THEY WALK ALONG DREAMS
On those first short trips our main effort was to count and report the diseased. I often had a deep sense of personal guilt when I left the villages just as I had found them, crying out for the healing I had no time to give. All I could do was lecture them, hand out the tins and gather them up for tests in the next place I stopped. Sometimes the containers were returned in fifteen minutes—such is the celerity of the savage gut. Faces would be wreathed in smiles. They had filled the magic boxes, just as I had ordered, had they not? To them that was all that was needed for the cure; fill the magic boxes, hand them over to the white medicine man who would say an incantation—and lo! sickness would vanish from the tribe.
This was a sort of Heathen Science point of view which would have been funny, had it not been so tragic. I got used to it, and left the people with a smile as cheery as their own. After all, the drug would be coming soon, and I had told the missionary or planter how to administer it.
When we had sufficient oil of chenopodium we did not waste an overnight stop in making diagnoses; in this district wherever there were villages the infection was obviously so heavy that we could call it 100 per cent. Therefore we lined them up and dosed every man, woman and child. With great gusto they swallowed down the nasty oil, in a spoonful of sugar, and smacked their lips. They laughed over the bitter purge that followed. More than once they lingered to steal the leavings of Epsom salts solution, on the principle that the more you take the sooner you get well. Only the children held back. I won’t forget the naked four-year-old who knew enough missionary English to yell, “Oh, Jesus, no!” when his elders dragged him forward.
Many of these first trips took us no farther from Port Moresby’s tinny orderliness than it would be from New York’s city hall to Trenton. Yet with every mile we found some curious or savage twist to the human animal’s makeup. There was always the white man, standing one against five hundred natives, in an urge to develop a resisting wilderness. Keep the tribes alive for another day’s work, that was the problem. My early expeditions were all zigzags. There was a plunge into the sawmill country along the Laloki River to inspect a mining company’s Kiwais, big jolly fellows like Virginia Negroes; I stayed there long enough to advise the operators on the use of their lumber for pit latrines. I won’t forget the cleanest native village I ever saw. The Company had surrounded it with a stockade fence and commanded the people to sweep the streets and throw their rubbish away. I had only one fault to find: the dark villagers polluted the trash-heaps they piled on the other side. These people should have been crawling with hookworms. Actually, the infection was extremely light. Another medical paradox....
I sometimes came upon pathological freaks. There was the paralytic at Kabadi plantation, who seemed to have lost muscular control of one side at a time; when he turned he grimaced horribly with the conscious effort. His walk was like pushing forward two sticks of wood. I wondered why they kept such a monster, then they told me. Oh, he was very useful. The Koiaris were so afraid of him they didn’t dare raid the place.
In the black belt of the South Pacific dreams are very real things. When you sleep your soul goes walking into living adventures. If you love a girl in sleep, then she is no longer a maiden when you meet her in the morning. A nightmare murder is no mere fancy; you have killed your enemy dead as dead. When you happen to meet him tomorrow sauntering down the glen, that is nothing. What you are seeing is merely a fancy. Your dream has killed the man you hate. And take care how you treat that frightful paralytic who leers at you in the hemp-fields. He may “walk along your dreams.”
Too many things I saw walked along my dreams. There was that pageant at Boera....
Boera was a dismal beach and supported a London Missionary Society station, presided over by two Samoans. Samoa was a far cry from that lost spit of sand. Alien to the soil, these imported teachers grow to be like many white missionaries, muddling along with Christ’s work. Their impulses are as fine as their results are vague in a dingy routine of bell-ringing, prayer-saying, Sunday school reading and more bell-ringing. This pair, Mosea and Emma, were meekly discouraged, but with the beautiful manners of the Polynesian aristocrat. Mosea was already heavy-legged with elephantiasis. His cousin Samueli dropped in to report with Christian cheerfulness that conditions were “very bad.”... Queer how they travel. Years later this same Samueli came to me on an Ellice Island beach far away from Papua, and made me a present of a fresh-killed chicken. When I asked him how conditions were, he said, “Very bad.”
At Boera I got my first real look at a yaws-stricken community. This hideous thing was apparent on the bodies and faces of at least a third of the people, men and women with noses reduced to yawning holes in the middle of a flat scar. Fingers and toes curled like withering twigs. Swarms of flies carried the filth-born germ. I looked into baby faces and saw how the process of healing had drawn their lips together into a featureless surface with an opening so small that you could hardly get a lead-pencil through.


_Instructions to follow_:
Select and copy out every line in the records containing "barat".

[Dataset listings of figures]
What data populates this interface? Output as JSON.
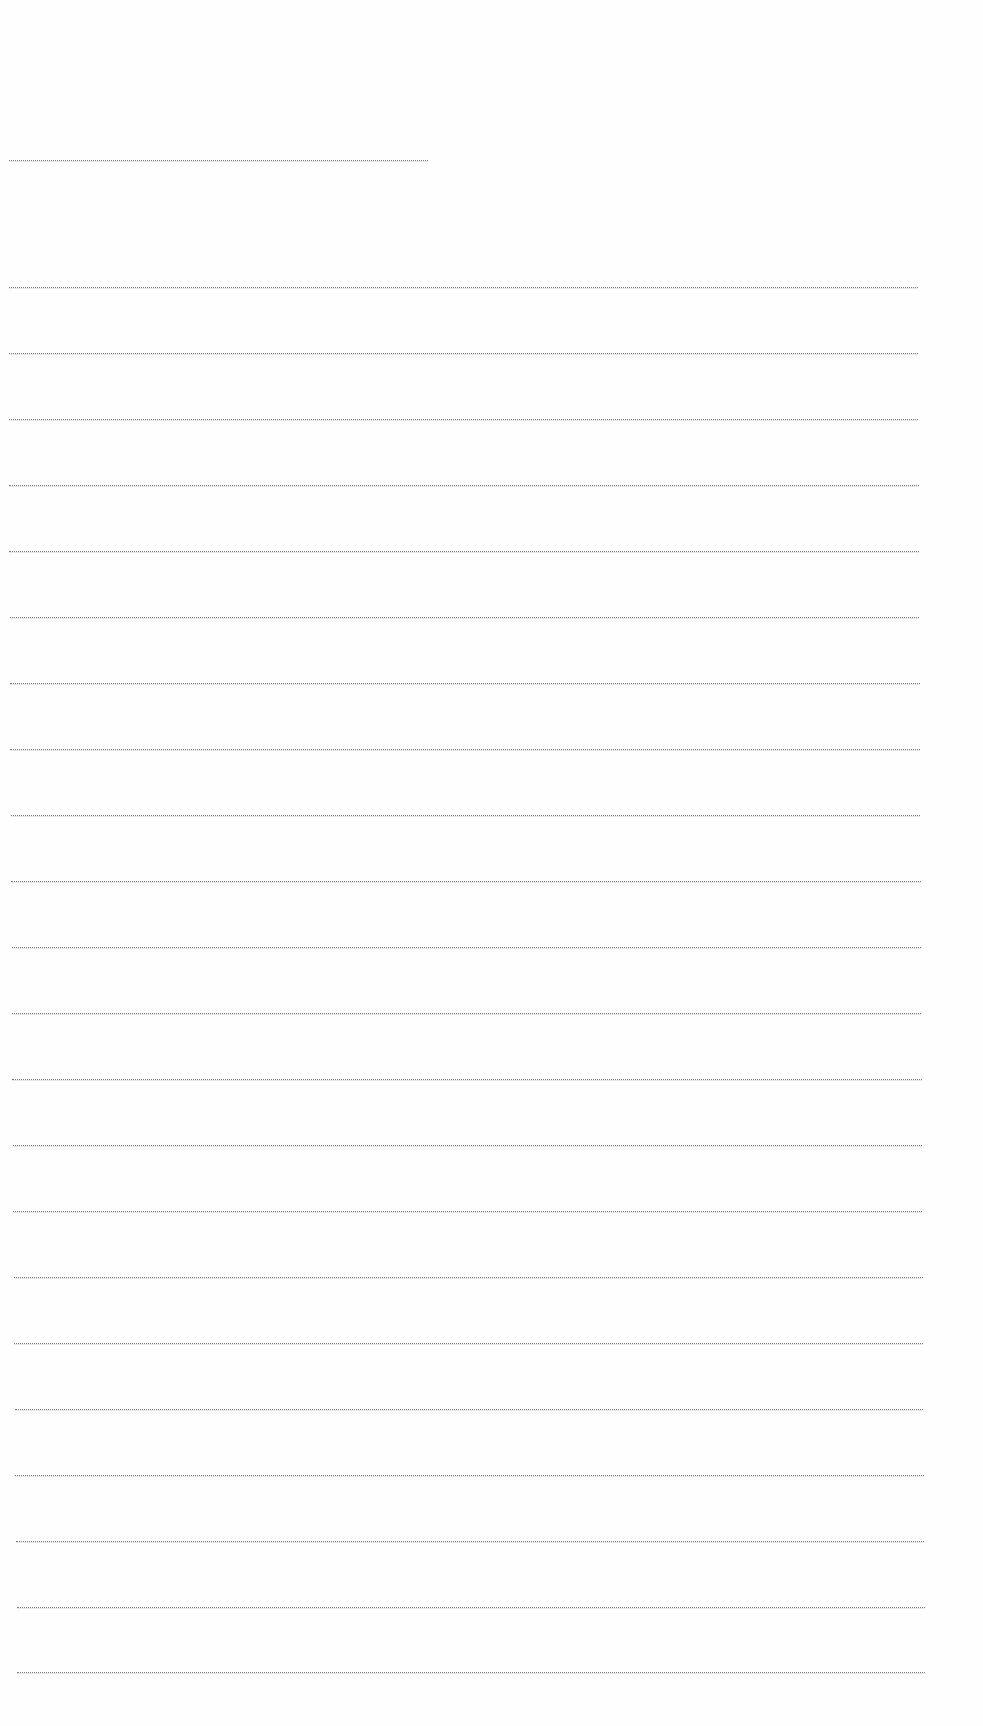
{
  "document": {
    "type": "blank lined sheet",
    "background_color": "#fefefe",
    "line_color": "#7a7a7a",
    "short_line": {
      "x1": 9,
      "x2": 428,
      "y": 160
    },
    "lines": [
      {
        "x1": 9,
        "x2": 918,
        "y": 287
      },
      {
        "x1": 9,
        "x2": 918,
        "y": 353
      },
      {
        "x1": 9,
        "x2": 918,
        "y": 419
      },
      {
        "x1": 9,
        "x2": 919,
        "y": 485
      },
      {
        "x1": 9,
        "x2": 919,
        "y": 551
      },
      {
        "x1": 10,
        "x2": 919,
        "y": 617
      },
      {
        "x1": 10,
        "x2": 920,
        "y": 683
      },
      {
        "x1": 10,
        "x2": 920,
        "y": 749
      },
      {
        "x1": 11,
        "x2": 920,
        "y": 815
      },
      {
        "x1": 11,
        "x2": 921,
        "y": 881
      },
      {
        "x1": 12,
        "x2": 921,
        "y": 947
      },
      {
        "x1": 12,
        "x2": 921,
        "y": 1013
      },
      {
        "x1": 12,
        "x2": 922,
        "y": 1079
      },
      {
        "x1": 13,
        "x2": 922,
        "y": 1145
      },
      {
        "x1": 13,
        "x2": 922,
        "y": 1211
      },
      {
        "x1": 14,
        "x2": 923,
        "y": 1277
      },
      {
        "x1": 14,
        "x2": 923,
        "y": 1343
      },
      {
        "x1": 15,
        "x2": 923,
        "y": 1409
      },
      {
        "x1": 15,
        "x2": 924,
        "y": 1475
      },
      {
        "x1": 16,
        "x2": 924,
        "y": 1541
      },
      {
        "x1": 17,
        "x2": 925,
        "y": 1607
      },
      {
        "x1": 17,
        "x2": 925,
        "y": 1672
      }
    ]
  }
}
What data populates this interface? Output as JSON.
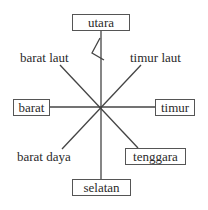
{
  "diagram": {
    "title": "",
    "boxes": {
      "north": "utara",
      "west": "barat",
      "east": "timur",
      "southeast": "tenggara",
      "south": "selatan"
    },
    "labels": {
      "northwest": "barat laut",
      "northeast": "timur laut",
      "southwest": "barat daya"
    },
    "colors": {
      "line": "#444444",
      "text": "#2a2a2a",
      "box_border": "#555555"
    }
  }
}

_Response to this exercise_:
      "west": "barat",
      "northwest": "barat laut",
      "southwest": "barat daya"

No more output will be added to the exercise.